"Certain people cannot have at the back of their minds the notion that as time goes on, the endurance of the Greek side will be tested and that its red lines will fade," Tsipras told a conference yesterday.
"If they have it in mind, they should forget it, this choice will bring the opposite" to a deal, he said.
Four months of deadlock between Greece's new radical Syriza-led government and its EU-IMF creditors over the reforms needed to release a final 7.2 billion euros in bailout funds has led to concerns Athens is running critically short of cash and may soon end up defaulting, which could set off a messy exit from the euro.
The government is reportedly hoping to reach a deal in early June.
Athens faces a hefty repayment schedule to the International Monetary Fund and the European Central Bank in the coming months, while continuing to pay salaries and pensions.
Finance Minister Yanis Varoufakis has warned that the country risks running out of cash within two weeks if no deal is reached with its creditors to unlock the last tranche of aid funds.
Around 1.5 billion euros are due to the IMF in June, and then more than six billion euros must be paid to the European Central Bank (ECB) in July and August.
However, Tsipras insisted that domestic payments were safe, and ruled out any cuts to salaries and pensions.
"I want to assure the Greek people that there is no possibility that the government will retreat on salaries and pensions. They have suffered enough," the PM said.
Tsipras said "common ground" had been reached in the four-month creditor talks, "making us optimistic that we are very close to a deal."
But he insisted that any deal had to include a restructuring of Greece's enormous public debt, an issue that key eurozone countries such as Germany are unlikely to accept.
The PM added that Greece since August had repaid 17.5 billion euros in loans to its creditors on its own resources.
This was "legal" but not necessarily "moral", Tsipras said.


### Exercise brief
The lines from the first line of the entries through the line containing "Image is 847x420 pixels." are to be repeated exactly, with both of those lines included.

### Task material
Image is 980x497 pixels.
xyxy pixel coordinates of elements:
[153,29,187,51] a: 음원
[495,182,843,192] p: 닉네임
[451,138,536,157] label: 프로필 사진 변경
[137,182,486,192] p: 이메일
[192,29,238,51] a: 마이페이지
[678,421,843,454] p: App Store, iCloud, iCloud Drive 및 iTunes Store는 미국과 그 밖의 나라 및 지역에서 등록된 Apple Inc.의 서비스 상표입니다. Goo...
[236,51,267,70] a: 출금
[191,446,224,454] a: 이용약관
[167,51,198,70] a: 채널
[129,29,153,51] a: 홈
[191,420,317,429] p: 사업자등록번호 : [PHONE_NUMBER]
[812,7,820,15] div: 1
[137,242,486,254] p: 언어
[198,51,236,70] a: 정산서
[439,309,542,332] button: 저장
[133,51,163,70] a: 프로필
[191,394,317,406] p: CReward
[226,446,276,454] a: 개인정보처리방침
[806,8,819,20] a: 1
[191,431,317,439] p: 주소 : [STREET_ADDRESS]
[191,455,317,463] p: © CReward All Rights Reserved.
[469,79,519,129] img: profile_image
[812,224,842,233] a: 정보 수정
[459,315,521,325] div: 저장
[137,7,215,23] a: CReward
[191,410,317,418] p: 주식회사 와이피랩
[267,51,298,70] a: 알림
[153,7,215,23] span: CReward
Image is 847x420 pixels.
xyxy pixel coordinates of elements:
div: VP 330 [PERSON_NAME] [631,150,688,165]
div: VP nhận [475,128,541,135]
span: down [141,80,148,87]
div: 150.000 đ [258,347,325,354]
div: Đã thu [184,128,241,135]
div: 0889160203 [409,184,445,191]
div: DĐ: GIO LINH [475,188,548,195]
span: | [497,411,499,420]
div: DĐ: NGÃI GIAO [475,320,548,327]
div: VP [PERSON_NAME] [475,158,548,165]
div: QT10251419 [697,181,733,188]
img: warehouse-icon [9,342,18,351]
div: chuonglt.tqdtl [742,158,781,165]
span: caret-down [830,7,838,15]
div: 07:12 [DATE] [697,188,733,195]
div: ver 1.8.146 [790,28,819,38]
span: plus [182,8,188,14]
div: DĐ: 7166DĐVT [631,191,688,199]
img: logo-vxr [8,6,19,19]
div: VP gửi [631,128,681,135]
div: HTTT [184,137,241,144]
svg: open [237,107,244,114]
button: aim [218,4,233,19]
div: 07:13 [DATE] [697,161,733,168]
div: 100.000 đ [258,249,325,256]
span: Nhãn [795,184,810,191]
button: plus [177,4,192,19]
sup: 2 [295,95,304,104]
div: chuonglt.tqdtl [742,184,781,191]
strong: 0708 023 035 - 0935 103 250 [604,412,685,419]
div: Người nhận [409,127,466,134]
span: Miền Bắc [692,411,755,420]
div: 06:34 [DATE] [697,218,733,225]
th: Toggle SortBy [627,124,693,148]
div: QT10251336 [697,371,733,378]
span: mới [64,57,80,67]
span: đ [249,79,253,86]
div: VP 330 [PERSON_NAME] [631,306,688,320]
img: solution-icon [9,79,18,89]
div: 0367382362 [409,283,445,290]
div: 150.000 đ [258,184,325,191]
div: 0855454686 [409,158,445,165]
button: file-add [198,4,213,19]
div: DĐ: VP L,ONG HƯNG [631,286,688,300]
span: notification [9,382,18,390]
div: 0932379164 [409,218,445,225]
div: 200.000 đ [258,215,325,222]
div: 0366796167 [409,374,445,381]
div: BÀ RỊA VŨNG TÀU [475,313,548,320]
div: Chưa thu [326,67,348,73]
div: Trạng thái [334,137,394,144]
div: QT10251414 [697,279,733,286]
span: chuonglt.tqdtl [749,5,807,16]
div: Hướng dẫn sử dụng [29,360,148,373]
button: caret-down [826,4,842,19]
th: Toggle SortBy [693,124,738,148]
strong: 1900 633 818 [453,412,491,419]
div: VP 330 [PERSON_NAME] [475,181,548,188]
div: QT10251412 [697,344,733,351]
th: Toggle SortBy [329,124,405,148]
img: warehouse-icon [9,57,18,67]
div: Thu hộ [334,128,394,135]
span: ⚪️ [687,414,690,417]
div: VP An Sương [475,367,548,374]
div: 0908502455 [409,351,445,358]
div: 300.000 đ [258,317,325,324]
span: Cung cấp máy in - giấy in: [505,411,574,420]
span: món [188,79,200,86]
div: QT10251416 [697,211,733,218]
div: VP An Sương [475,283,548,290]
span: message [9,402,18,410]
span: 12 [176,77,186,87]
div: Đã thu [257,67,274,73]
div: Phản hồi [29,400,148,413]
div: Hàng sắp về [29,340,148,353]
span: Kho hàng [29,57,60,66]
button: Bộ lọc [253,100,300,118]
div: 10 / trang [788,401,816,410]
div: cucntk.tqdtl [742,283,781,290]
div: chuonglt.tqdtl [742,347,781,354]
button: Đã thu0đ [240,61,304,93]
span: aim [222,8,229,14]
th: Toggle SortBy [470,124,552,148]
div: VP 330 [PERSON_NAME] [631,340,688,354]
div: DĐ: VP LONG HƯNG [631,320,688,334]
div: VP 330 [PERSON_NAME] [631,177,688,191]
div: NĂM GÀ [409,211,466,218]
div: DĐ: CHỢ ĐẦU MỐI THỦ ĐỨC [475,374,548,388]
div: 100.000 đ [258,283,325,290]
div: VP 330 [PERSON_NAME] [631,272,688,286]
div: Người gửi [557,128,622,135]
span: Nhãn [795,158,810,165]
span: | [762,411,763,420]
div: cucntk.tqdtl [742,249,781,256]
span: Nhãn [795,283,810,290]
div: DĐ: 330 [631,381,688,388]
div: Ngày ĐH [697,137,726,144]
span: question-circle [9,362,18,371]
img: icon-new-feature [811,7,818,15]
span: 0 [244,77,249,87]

### Solution below
Image is 980x497 pixels.
xyxy pixel coordinates of elements:
[153,29,187,51] a: 음원
[495,182,843,192] p: 닉네임
[451,138,536,157] label: 프로필 사진 변경
[137,182,486,192] p: 이메일
[192,29,238,51] a: 마이페이지
[678,421,843,454] p: App Store, iCloud, iCloud Drive 및 iTunes Store는 미국과 그 밖의 나라 및 지역에서 등록된 Apple Inc.의 서비스 상표입니다. Goo...
[236,51,267,70] a: 출금
[191,446,224,454] a: 이용약관
[167,51,198,70] a: 채널
[129,29,153,51] a: 홈
[191,420,317,429] p: 사업자등록번호 : [PHONE_NUMBER]
[812,7,820,15] div: 1
[137,242,486,254] p: 언어
[198,51,236,70] a: 정산서
[439,309,542,332] button: 저장
[133,51,163,70] a: 프로필
[191,394,317,406] p: CReward
[226,446,276,454] a: 개인정보처리방침
[806,8,819,20] a: 1
[191,431,317,439] p: 주소 : [STREET_ADDRESS]
[191,455,317,463] p: © CReward All Rights Reserved.
[469,79,519,129] img: profile_image
[812,224,842,233] a: 정보 수정
[459,315,521,325] div: 저장
[137,7,215,23] a: CReward
[191,410,317,418] p: 주식회사 와이피랩
[267,51,298,70] a: 알림
[153,7,215,23] span: CReward
Image is 847x420 pixels.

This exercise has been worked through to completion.